Sorry State 2013
Whatever Brains’ latest full-length album is aptly titled Whatever Brains (2013). None of the band’s three full-length albums have specific titles, and they each sound stylistically similar without sounding recycled or washed out.
The group’s new album maintains an out-of-control sound that somehow remains purposeful, inquisitive and emotional. Whatever Brains isn’t trying to be something it’s not. The band has found its niche, and in Whatever Brains (2013) the group works within it to make a politically charged electronic-garage-pop album.
Richard Ivey’s crybaby vocals slowly illuminate through discernable layers of screeching guitar, noisy high-hat, and deep, eerie synth. Whatever Brains (2013) is garage music at its finest.
The moods Whatever Brains sets on Whatever Brains (2013) are part of what continues to make them such a good band. It’s clear that they are comfortable with their sound, so they simply keep using it and meticulously tweaking it to their emotional advantage.
Like the band’s previous albums, Whatever Brains (2013) features electronic drums when it seeks a minimalist sound, deep synthesizer to set an ominous tone and spastic synth tones for a maniacal sound. None of the moods feel forced, and they seldom feel like recreations of their own work or others’.
Some songs stray slightly from Whatever Brains’ formula. “NPTO” sounds more like the soundtrack for Tales From The Crypt or any early-1990shorror film. It uses spooky, upbeat synth-pop in a key that sounds like murder.
More than anything, Whatever Brains (2013) appears to address the state of politics in North Carolina. It’s an appropriate topic for an album that sounds horrific at times and often conveys dread.
This notion is clear in the introductory song, “Uninhabitable Host.” Beyond the song title that caricatures life for many Triangle residents living in a GOP-led state, Ivey sings, “Some wormed their ways to the capital/Competent on roads well charted/But they sound as tired as we feel.”
That introduction sets the tone for a political album that feels betrayed, angry and sad. A majority of the lyrics refer to politics, but they are nevertheless mocking—another defining feature of Whatever Brains.
The lyrics are often so ambiguous that it isn’t worth figuring out what they mean, like in “Shimmylust,” when Ivey sings, “I begin our forgotten penchant for shedding layer upon layer of the unconstructive filth/Before now we were bound to our arrangements.”
Those lyrics probably mean something to the members of Whatever Brains, but they are almost indiscernible to an outsider.
The songs are nonetheless top-notch pieces of electronic garage-punk that deserve more acclaim—or at least more popularity—than they are given. Although they have been featured in Pitchfork, Whatever Brains is not a national-scale band, but they are undoubtedly good enough to be one.
Whatever Brains didn’t drastically change their style for this album, but the composition doesn’t feel recycled. Actually, it sounds like a perfect death march of beauty, and it’s welcoming to anyone who is willing to listen.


TASK REQUIREMENTS
Keep every word of the listing and drop the images when you write it out.

GIVEN ENTRIES
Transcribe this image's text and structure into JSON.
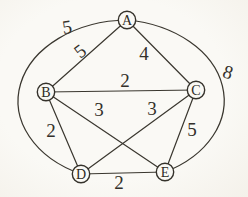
{
  "figure": {
    "width": 248,
    "height": 197,
    "paper_color": "#f9f7f2",
    "ink_color": "#3a372f"
  },
  "graph": {
    "node_radius": 8.7,
    "arc": {
      "cx": 126,
      "cy": 100,
      "rx": 111,
      "ry": 81
    },
    "nodes": [
      {
        "id": "A",
        "label": "A",
        "x": 127,
        "y": 20
      },
      {
        "id": "B",
        "label": "B",
        "x": 46,
        "y": 92
      },
      {
        "id": "C",
        "label": "C",
        "x": 196,
        "y": 90
      },
      {
        "id": "D",
        "label": "D",
        "x": 81,
        "y": 174
      },
      {
        "id": "E",
        "label": "E",
        "x": 165,
        "y": 172
      }
    ],
    "edges": [
      {
        "from": "A",
        "to": "B",
        "weight": "5",
        "curve": "",
        "label_x": 80,
        "label_y": 51,
        "label_rotate": -38
      },
      {
        "from": "A",
        "to": "C",
        "weight": "4",
        "curve": "",
        "label_x": 144,
        "label_y": 53,
        "label_rotate": 0
      },
      {
        "from": "A",
        "to": "D",
        "weight": "5",
        "curve": "left-arc",
        "label_x": 67,
        "label_y": 27,
        "label_rotate": -8
      },
      {
        "from": "A",
        "to": "E",
        "weight": "8",
        "curve": "right-arc",
        "label_x": 228,
        "label_y": 72,
        "label_rotate": 18
      },
      {
        "from": "B",
        "to": "C",
        "weight": "2",
        "curve": "",
        "label_x": 125,
        "label_y": 80,
        "label_rotate": 0
      },
      {
        "from": "B",
        "to": "D",
        "weight": "2",
        "curve": "",
        "label_x": 51,
        "label_y": 130,
        "label_rotate": 0
      },
      {
        "from": "B",
        "to": "E",
        "weight": "3",
        "curve": "",
        "label_x": 99,
        "label_y": 109,
        "label_rotate": 0
      },
      {
        "from": "C",
        "to": "D",
        "weight": "3",
        "curve": "",
        "label_x": 152,
        "label_y": 108,
        "label_rotate": 0
      },
      {
        "from": "C",
        "to": "E",
        "weight": "5",
        "curve": "",
        "label_x": 192,
        "label_y": 129,
        "label_rotate": 0
      },
      {
        "from": "D",
        "to": "E",
        "weight": "2",
        "curve": "",
        "label_x": 119,
        "label_y": 182,
        "label_rotate": 0
      }
    ]
  }
}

SOLUTION FOR THIS EXERCISE
Transcribe this image's text and structure into JSON.
{
  "figure": {
    "width": 248,
    "height": 197,
    "paper_color": "#f9f7f2",
    "ink_color": "#3a372f"
  },
  "graph": {
    "node_radius": 8.7,
    "arc": {
      "cx": 126,
      "cy": 100,
      "rx": 111,
      "ry": 81
    },
    "nodes": [
      {
        "id": "A",
        "label": "A",
        "x": 127,
        "y": 20
      },
      {
        "id": "B",
        "label": "B",
        "x": 46,
        "y": 92
      },
      {
        "id": "C",
        "label": "C",
        "x": 196,
        "y": 90
      },
      {
        "id": "D",
        "label": "D",
        "x": 81,
        "y": 174
      },
      {
        "id": "E",
        "label": "E",
        "x": 165,
        "y": 172
      }
    ],
    "edges": [
      {
        "from": "A",
        "to": "B",
        "weight": "5",
        "curve": "",
        "label_x": 80,
        "label_y": 51,
        "label_rotate": -38
      },
      {
        "from": "A",
        "to": "C",
        "weight": "4",
        "curve": "",
        "label_x": 144,
        "label_y": 53,
        "label_rotate": 0
      },
      {
        "from": "A",
        "to": "D",
        "weight": "5",
        "curve": "left-arc",
        "label_x": 67,
        "label_y": 27,
        "label_rotate": -8
      },
      {
        "from": "A",
        "to": "E",
        "weight": "8",
        "curve": "right-arc",
        "label_x": 228,
        "label_y": 72,
        "label_rotate": 18
      },
      {
        "from": "B",
        "to": "C",
        "weight": "2",
        "curve": "",
        "label_x": 125,
        "label_y": 80,
        "label_rotate": 0
      },
      {
        "from": "B",
        "to": "D",
        "weight": "2",
        "curve": "",
        "label_x": 51,
        "label_y": 130,
        "label_rotate": 0
      },
      {
        "from": "B",
        "to": "E",
        "weight": "3",
        "curve": "",
        "label_x": 99,
        "label_y": 109,
        "label_rotate": 0
      },
      {
        "from": "C",
        "to": "D",
        "weight": "3",
        "curve": "",
        "label_x": 152,
        "label_y": 108,
        "label_rotate": 0
      },
      {
        "from": "C",
        "to": "E",
        "weight": "5",
        "curve": "",
        "label_x": 192,
        "label_y": 129,
        "label_rotate": 0
      },
      {
        "from": "D",
        "to": "E",
        "weight": "2",
        "curve": "",
        "label_x": 119,
        "label_y": 182,
        "label_rotate": 0
      }
    ]
  }
}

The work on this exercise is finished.